Basketball star Herbert ‘MoMo’ Evans visits St. Aloysius School
in Pewee Valley, Ky.
Maddie O’Day and her brother, Ryan, love the Harlem Globetrotters. Their mom, Stacy, says they go to see the international ambassadors of basketball every time they come to town.
So imagine how excited Maddie, Ryan and other students at St. Aloysius School in Pewee Valley, Ky., were when one of the Harlem Globetrotters came to see them.
Herbert “MoMo” Evans, who’s been with the team for the past three years, was featured at a special all-school assembly last Thursday, May 1, in the school gymnasium. The program came as a result of the school’s participation in the Campbell Foods Company’s C.H.E.E.R. program, part of an effort to encourage positive thinking, living and achieving for students across the nation.
Stacy O’Day explained that the school had to qualify for the Globetrotter’s visit by first collecting labels from Campbell’s products. “We collected more than 13,000 in just a week and a half,” she said.
In the past, Campbell’s would reward schools with physical education equipment in return for the collected labels. Now the participating schools can receive anything they need, O’Day explained. “You can receive computers, overhead projectors, staplers, you name it,” she said.
After collecting the labels, St. Aloysius had to qualify on three or four other levels before earning the visit from MoMo Evans.
“My children have been really, really into the Globetrotters,” she noted. “Back in 2000 we saw them in Indianapolis, and they had a contest for a life-time pass to Globetrotter games and Maddie won. They’ve really been looking forward to this.”
MoMo Evans didn’t disappoint them.
He’s a personable young man with an ever-present smile who entertained the students with his basketball handling ability but also never strayed from the message of the C.H.E.E.R. Program.
He made certain that the St. Aloysius youngsters knew that the program’s acronym stood for cooperation, a healthy mind and body, effort, enthusiasm and responsibility — themes he said the Globetrotters have stressed throughout their six decades of history.
“We’ve traveled to 118 countries,” Evans told the students. “We’ve won 22,600 games and lost just 345. We’ve had eight female members of our team. When people see us, they think about the antics and all the tricks we do, but I want you to remember that when you see us, you are seeing some of the best trained, most physically fit athletes in the world.”
Before he goes to the gym for daily practice with the ’Trotters, Evans, 25, said he does 75 to 100 push-ups and 600 sit-ups each day. He also runs for two hours — then he goes to the gym.
“But all of this is about more than playing basketball,” he said. “When I tell people that I’m a proud graduate of Troy State University, that’s what I mean. I’m proud that I graduated in four years, and I’m thankful to everything my mother and father and grandmother did. Just like your parents are doing for you — they sacrifice to get you a good education, and that’s really, really important.”
Before speaking to the students, Evans, 25, said he’s lost track of the number of schools he’s visited since he joined the Globetrotters.
“We try to visit a school in each of the towns we play in,” he said. “But with the C.H.E.E.R. program, that’s something in addition to our regular schedule. Now that the season is over, we do visits for Campbell’s and the program, trying to help kids stay positive, stay on the right track and do what they need to do to get a good education and respect their fathers and mothers.”
Evans told the St. Aloysius students that he’s grateful, too, to the teachers he had in elementary, junior high and high school.
“I still visit them whenever I can to say ‘thank you’ for keeping me on the right track,” he said. “See, I was a knucklehead; I always wanted to go left and my teachers and parents always had to point me back to the right.”
His parents and teachers taught him “that knowledge is power, and now I want to teach that to you,” he said.
“Also, most importantly, never put anything into your body that doesn’t belong there,” Evans added. “That means drugs — say no to drugs. Start off taking care of your body when you’re young. Develop good habits, because it gets harder when you get older.”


### WHAT THE EXERCISE ASKS
Leave every picture out and write out the records below exactly.

Saved entries
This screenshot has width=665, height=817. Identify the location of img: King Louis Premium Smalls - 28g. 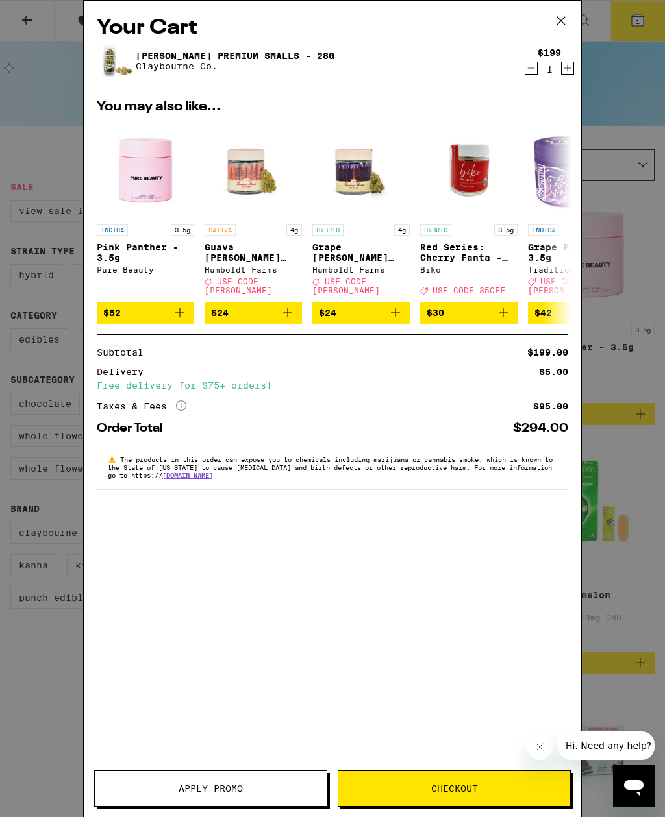
(115, 61).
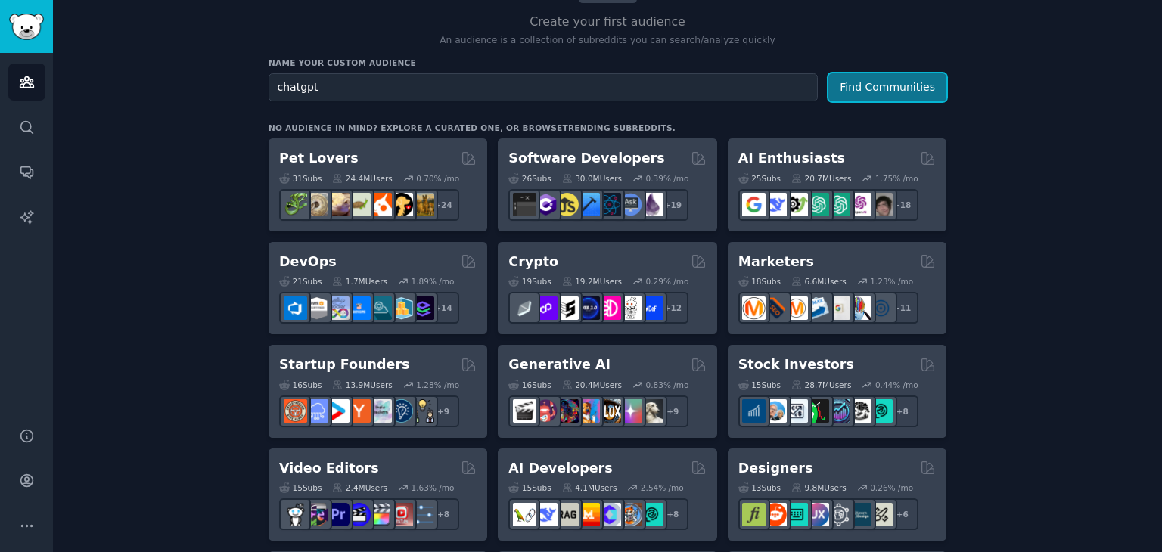  I want to click on h3: Name your custom audience, so click(608, 63).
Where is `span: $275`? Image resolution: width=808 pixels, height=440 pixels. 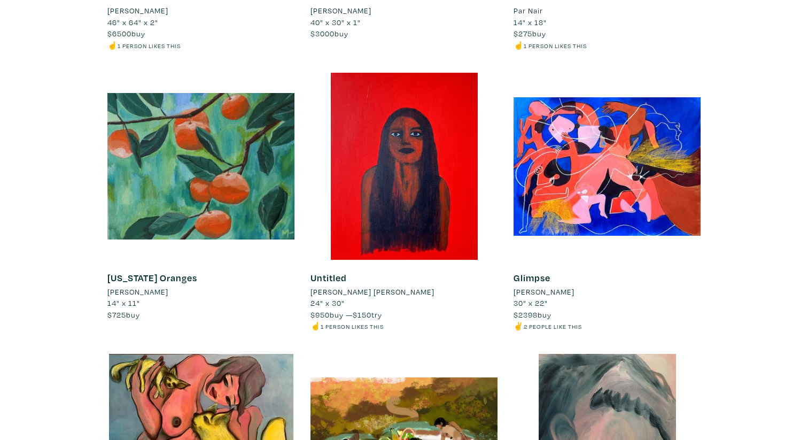
span: $275 is located at coordinates (522, 33).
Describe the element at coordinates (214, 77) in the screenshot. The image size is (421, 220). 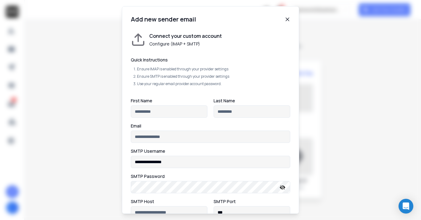
I see `li: Ensure SMTP is enabled through your provider settings` at that location.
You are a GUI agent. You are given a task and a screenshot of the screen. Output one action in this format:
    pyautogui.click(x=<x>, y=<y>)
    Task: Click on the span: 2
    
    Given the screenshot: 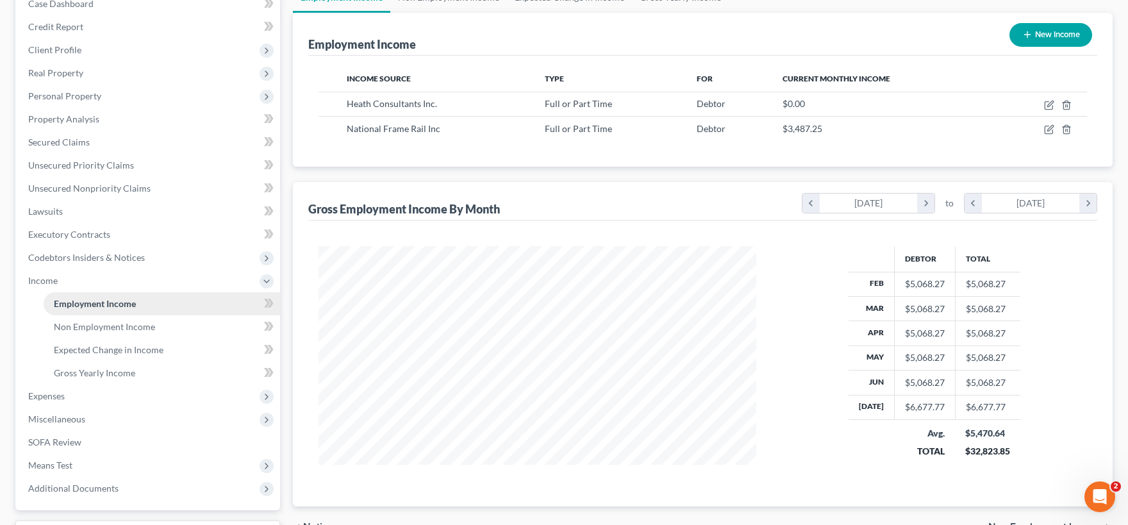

### COMPLETED EXERCISE
This screenshot has width=665, height=817. Identify the location of img: King Louis Premium Smalls - 28g. 
(115, 61).
  I want to click on h3: Name your custom audience, so click(608, 63).
Where is `span: $275`? Image resolution: width=808 pixels, height=440 pixels. 
span: $275 is located at coordinates (522, 33).
Describe the element at coordinates (214, 77) in the screenshot. The image size is (421, 220). 
I see `li: Ensure SMTP is enabled through your provider settings` at that location.
You are a GUI agent. You are given a task and a screenshot of the screen. Output one action in this format:
    pyautogui.click(x=<x>, y=<y>)
    Task: Click on the span: 2
    
    Given the screenshot: 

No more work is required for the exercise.